Saturday, February 19, 2011

Boston Terrier - another Fun Painting I Finished last week

This is a little Boston terrier that I did last week.  It was a lot of fun to do. 

Next week, I have to tighten up again a little - just a little, though.  I'll be painting four custom dog paintings, all for return customers, which makes me feel really great.  Like so many painters I've heard about, I often think I'm "not good enough."  Getting repeat customers makes me feel that I'm creating at least a little good artwork.

Every day, though, I pinch myself to be sure I'm not dreaming this most wonderful career I've chosen rather later in life.  Isn't it funny that oftentimes we find ourselves fulfilling a life-long dream that we thought we never, ever could do?  As a child, I dreamed of two things:  being a scientist (yes, I was a weird kid), and being an artist.  Well, I was a scientist for many years, mostly a science graduate student (experimental psychology, neuroscience), granted, but a scientist in every sense of the word except the good income.  And I loved the academic pursuits immensely - and still do.  I am a life-long student in many, many ways.  But then one day I knew that my daughter needed me at home, and I was a single mom, having lost my daughter's dad to cancer when she was just 7 years old.  So I packed up all my scientific research materials, left my PhD program in my very last year, and started self-learning the "business of art."  It was a bit rocky in the beginning, to say the least.  But by golly, I persevered, and I was finally able to make a pretty decent living as a full-time artist.  I started out making animal sculptures in papier-mache (messy, nasty stuff!); then I began creating dog, cat, and other animal masks and sculptures in ceramic clay, which I did way too long! and had more success than I knew what to do with.  So I dropped the entire business and started painting back in 2006.  My first paintings were so awful that -- well, you just can't imagine how awful they were!  But, once again, I persevered, painting every single day, studying every book I could get my hands on, putting my awful-in-the-beginning stuff out for the public to see every week (at Portland Saturday Market in Portland, OR), getting their feedback (or watching them walk past with hardly a glance - or often, even a guffaw!), but finally, finally being able to produce some work that didn't make me cringe, then some that looked pretty okay, and so on and so on, until today when I'm finally beginning to feel like I might get the hang of this art/painting career one of these days.  I forget who it was, some really, really famous artist whose last words, on his deathbed, were something to the effect of, " Darn it!  And I was just getting the hang of it!" 

A Very Bright Chihuahua

This is a cute painting I just finished.  It was a lot of fun to do.  Can you tell I'm trying to avoid something more important??  A group of us, painters all, on Artfire recently started a little "challenge blog," where we all have themed deadlines for submitting paintings to the blog.  We've only been together a short time, but so far it's a lot of fun -- and so intimidating that I manage to get a lot of other not-so-pressing matters taken care of rather than get started on my own monthly-challenge painting.  Here's the link if you want to check us out:  http://artfirepainters.blogspot.com/

As I've been doing for the past few years, I'm still trying to loosen up my own painting work.  I do a lot of custom work, which for me at least, requires that I work very tightly so that I can get a really good image of someone's beloved pet.  Then when I do my own work, my just-for-fun---and-profit work, I want to loosen up, have a good time, not agonize over every little detail.  It's hard for me.  As all my family and friends know, I'm an awful, awful perfectionist.  Some of that I like, but when it comes to painting, I wish I could "throw caution to the wind" a bit more and have a lot more fun at my "work."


• DESCRIPTION OF THE TASK:
Find "Describe the element at coordinates (230, 21)" in the records that follow; print that line and each subsequent line through the last one, verbatim and with nothing added.

Stored data entries
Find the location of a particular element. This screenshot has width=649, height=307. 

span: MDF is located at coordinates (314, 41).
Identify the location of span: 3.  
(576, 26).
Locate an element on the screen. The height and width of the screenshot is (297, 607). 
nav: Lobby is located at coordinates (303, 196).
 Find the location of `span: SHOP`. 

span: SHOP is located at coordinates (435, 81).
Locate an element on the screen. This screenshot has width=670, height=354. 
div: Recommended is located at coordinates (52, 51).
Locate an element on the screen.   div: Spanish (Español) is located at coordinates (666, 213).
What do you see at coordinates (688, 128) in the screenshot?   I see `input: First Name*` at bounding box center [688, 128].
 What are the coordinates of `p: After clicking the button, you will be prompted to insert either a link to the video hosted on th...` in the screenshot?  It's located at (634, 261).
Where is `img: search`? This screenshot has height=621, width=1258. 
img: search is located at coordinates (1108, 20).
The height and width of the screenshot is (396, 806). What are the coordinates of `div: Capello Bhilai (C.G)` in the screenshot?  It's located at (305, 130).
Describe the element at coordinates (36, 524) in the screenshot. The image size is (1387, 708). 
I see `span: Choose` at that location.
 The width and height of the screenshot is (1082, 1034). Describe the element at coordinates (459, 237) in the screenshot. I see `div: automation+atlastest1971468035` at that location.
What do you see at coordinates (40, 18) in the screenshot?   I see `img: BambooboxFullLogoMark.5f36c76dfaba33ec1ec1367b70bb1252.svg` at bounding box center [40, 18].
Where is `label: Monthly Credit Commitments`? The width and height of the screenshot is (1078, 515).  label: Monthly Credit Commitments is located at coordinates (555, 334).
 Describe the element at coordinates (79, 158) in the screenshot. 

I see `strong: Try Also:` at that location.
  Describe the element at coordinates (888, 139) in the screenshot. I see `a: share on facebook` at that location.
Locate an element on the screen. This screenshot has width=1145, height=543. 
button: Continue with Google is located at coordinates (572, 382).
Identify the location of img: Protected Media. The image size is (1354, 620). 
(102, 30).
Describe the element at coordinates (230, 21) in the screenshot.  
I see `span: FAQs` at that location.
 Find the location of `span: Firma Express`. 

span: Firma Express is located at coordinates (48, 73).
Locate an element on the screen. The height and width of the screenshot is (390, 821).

• ANSWER AREA:
Describe the element at coordinates (230, 21) in the screenshot.  
I see `span: FAQs` at that location.
 Find the location of `span: Firma Express`. 

span: Firma Express is located at coordinates (48, 73).
Locate an element on the screen. The height and width of the screenshot is (390, 821).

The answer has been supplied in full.